The hidden refugee ‘hell’ in Melbourne

August 8, 2019
Issue 
Tamil Refugee Council's Niro Kandasamy at the August 5 meeting. Photo: Refugee Action Collective/twitter

Located in the suburb of Broadmeadows, Melbourne Immigration Transit Accommodation (MITA) has been described as a "hidden hell for refugees".

Addressing a forum organised by the Refugee Action Collective (RAC) on August 5 by video message, Iraqi refugee Ali Yousuf, who was previously in MITA and is now in an Adelaide detention centre, said MITA guards regularly provoke people, seeking any reaction as an excuse to attack them. Yousuf suffered a broken hand when assaulted by a guard.

Yousuf said that detention is a waste of money that could be spent on helping the sick and people with disabilities.

He said that among those detained are families, including a two-year-old child.

Alison Battison, a lawyer representing detainees, spoke of the case of detained Vietnamese asylum seeker Huyen and her daughter Isabella, who was born in detention.

After arriving by boat, Huyen was, for a time, allowed to live in the community. She married and became pregnant, but was then taken back into detention. She suffers from gestational diabetes.

Isabella is classified as a "guest" rather than a detainee, which the United Nations has described as an attempt to circumvent the prohibition on the detention of children. She was taken to hospital with an acute illness, but then returned to detention.

Battison said that medical treatment in MITA is "shocking" and that refugees are often assaulted by criminals who are in MITA awaiting to be deported.

The Tamil Refugee Council’s Niro Kandasamy said that thousands of Tamils fled by boat after the military victory of the Sri Lankan government against the Liberation Tigers of Tamil Eelam in 2009. Some of them are detained in MITA.

She said tens of thousands of Tamils had been massacred in the final stages of the war and that "structural genocide" continues. UN special rapporteur Ben Emmerson has said that the use of torture is "endemic and routine" in Sri Lanka.

Nevertheless, the Australian government stopped processing asylum claims by Tamils in 2010 and many have been sent back to Sri Lanka. Australia has close military and diplomatic links with Sri Lanka.

Fifty-five Tamils who were recognised as refugees were kept in detention for years because ASIO classified them as security threats.

These decisions were later reversed, and most have now been released, but five Tamils remain in detention after 10 years. One of them has been diagnosed with leukemia.

Kandasamy also spoke about the Tamil family of Priya, Nades and their two young children who had been living in Biloela, a small town in Queensland, but were taken into detention and are now held in MITA.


Leave out the pictures and retype everything else in the records below exactly.

## Exercise material
Segment Open

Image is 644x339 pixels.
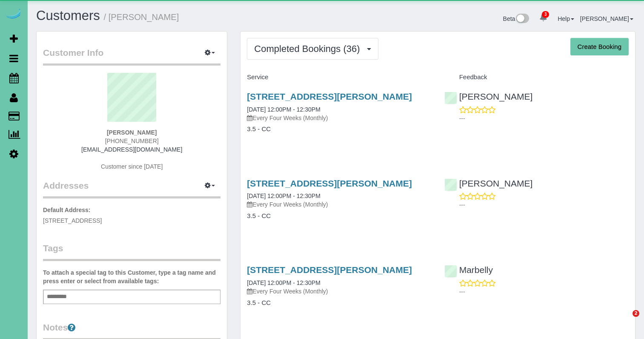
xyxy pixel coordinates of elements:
a: Help [558,15,574,22]
h4: Service [247,74,431,81]
h4: 3.5 - CC [247,300,431,307]
button: Create Booking [570,38,629,56]
label: Default Address: [43,206,91,214]
small: / [PERSON_NAME] [104,12,179,22]
span: Completed Bookings (36) [254,44,364,54]
span: 2 [632,310,639,317]
button: Completed Bookings (36) [247,38,378,59]
iframe: Intercom live chat [615,310,636,331]
a: Customers [36,8,100,23]
a: [STREET_ADDRESS][PERSON_NAME] [247,92,412,101]
a: Beta [503,15,530,22]
a: [PERSON_NAME] [580,15,633,22]
span: Customer since [DATE] [101,163,163,170]
a: [STREET_ADDRESS][PERSON_NAME] [247,178,412,188]
legend: Customer Info [43,47,220,66]
span: [PHONE_NUMBER] [105,137,159,144]
p: --- [459,288,629,296]
h4: 3.5 - CC [247,126,431,133]
a: [STREET_ADDRESS][PERSON_NAME] [247,265,412,275]
a: [EMAIL_ADDRESS][DOMAIN_NAME] [81,146,182,153]
a: [PERSON_NAME] [444,178,533,188]
a: [PERSON_NAME] [444,92,533,101]
p: Every Four Weeks (Monthly) [247,287,431,295]
label: To attach a special tag to this Customer, type a tag name and press enter or select from availabl... [43,268,220,285]
p: Every Four Weeks (Monthly) [247,200,431,208]
strong: [PERSON_NAME] [107,129,157,136]
span: [STREET_ADDRESS] [43,218,102,224]
p: --- [459,201,629,209]
h4: Feedback [444,74,629,81]
p: --- [459,114,629,123]
p: Every Four Weeks (Monthly) [247,114,431,122]
a: [DATE] 12:00PM - 12:30PM [247,193,320,199]
h4: 3.5 - CC [247,213,431,220]
a: Marbelly [444,265,493,275]
img: Automaid Logo [5,8,22,21]
a: [DATE] 12:00PM - 12:30PM [247,106,320,113]
a: [DATE] 12:00PM - 12:30PM [247,280,320,286]
legend: Tags [43,242,220,261]
span: 3 [542,11,549,18]
a: 3 [535,8,552,27]
img: New interface [515,14,529,25]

Segment Closed

## Response to the task
Image is 644x339 pixels.
xyxy pixel coordinates of elements:
a: Help [558,15,574,22]
h4: Service [247,74,431,81]
h4: 3.5 - CC [247,300,431,307]
button: Create Booking [570,38,629,56]
label: Default Address: [43,206,91,214]
small: / [PERSON_NAME] [104,12,179,22]
span: Completed Bookings (36) [254,44,364,54]
span: 2 [632,310,639,317]
button: Completed Bookings (36) [247,38,378,59]
iframe: Intercom live chat [615,310,636,331]
a: Customers [36,8,100,23]
a: [STREET_ADDRESS][PERSON_NAME] [247,92,412,101]
a: Beta [503,15,530,22]
a: [PERSON_NAME] [580,15,633,22]
span: Customer since [DATE] [101,163,163,170]
a: [STREET_ADDRESS][PERSON_NAME] [247,178,412,188]
legend: Customer Info [43,47,220,66]
span: [PHONE_NUMBER] [105,137,159,144]
p: --- [459,288,629,296]
h4: 3.5 - CC [247,126,431,133]
a: [STREET_ADDRESS][PERSON_NAME] [247,265,412,275]
a: [EMAIL_ADDRESS][DOMAIN_NAME] [81,146,182,153]
a: [PERSON_NAME] [444,178,533,188]
a: [PERSON_NAME] [444,92,533,101]
p: Every Four Weeks (Monthly) [247,287,431,295]
label: To attach a special tag to this Customer, type a tag name and press enter or select from availabl... [43,268,220,285]
p: Every Four Weeks (Monthly) [247,200,431,208]
strong: [PERSON_NAME] [107,129,157,136]
span: [STREET_ADDRESS] [43,218,102,224]
p: --- [459,201,629,209]
h4: Feedback [444,74,629,81]
p: --- [459,114,629,123]
p: Every Four Weeks (Monthly) [247,114,431,122]
a: [DATE] 12:00PM - 12:30PM [247,193,320,199]
h4: 3.5 - CC [247,213,431,220]
a: Marbelly [444,265,493,275]
img: Automaid Logo [5,8,22,21]
a: [DATE] 12:00PM - 12:30PM [247,106,320,113]
a: [DATE] 12:00PM - 12:30PM [247,280,320,286]
legend: Tags [43,242,220,261]
span: 3 [542,11,549,18]
a: 3 [535,8,552,27]
img: New interface [515,14,529,25]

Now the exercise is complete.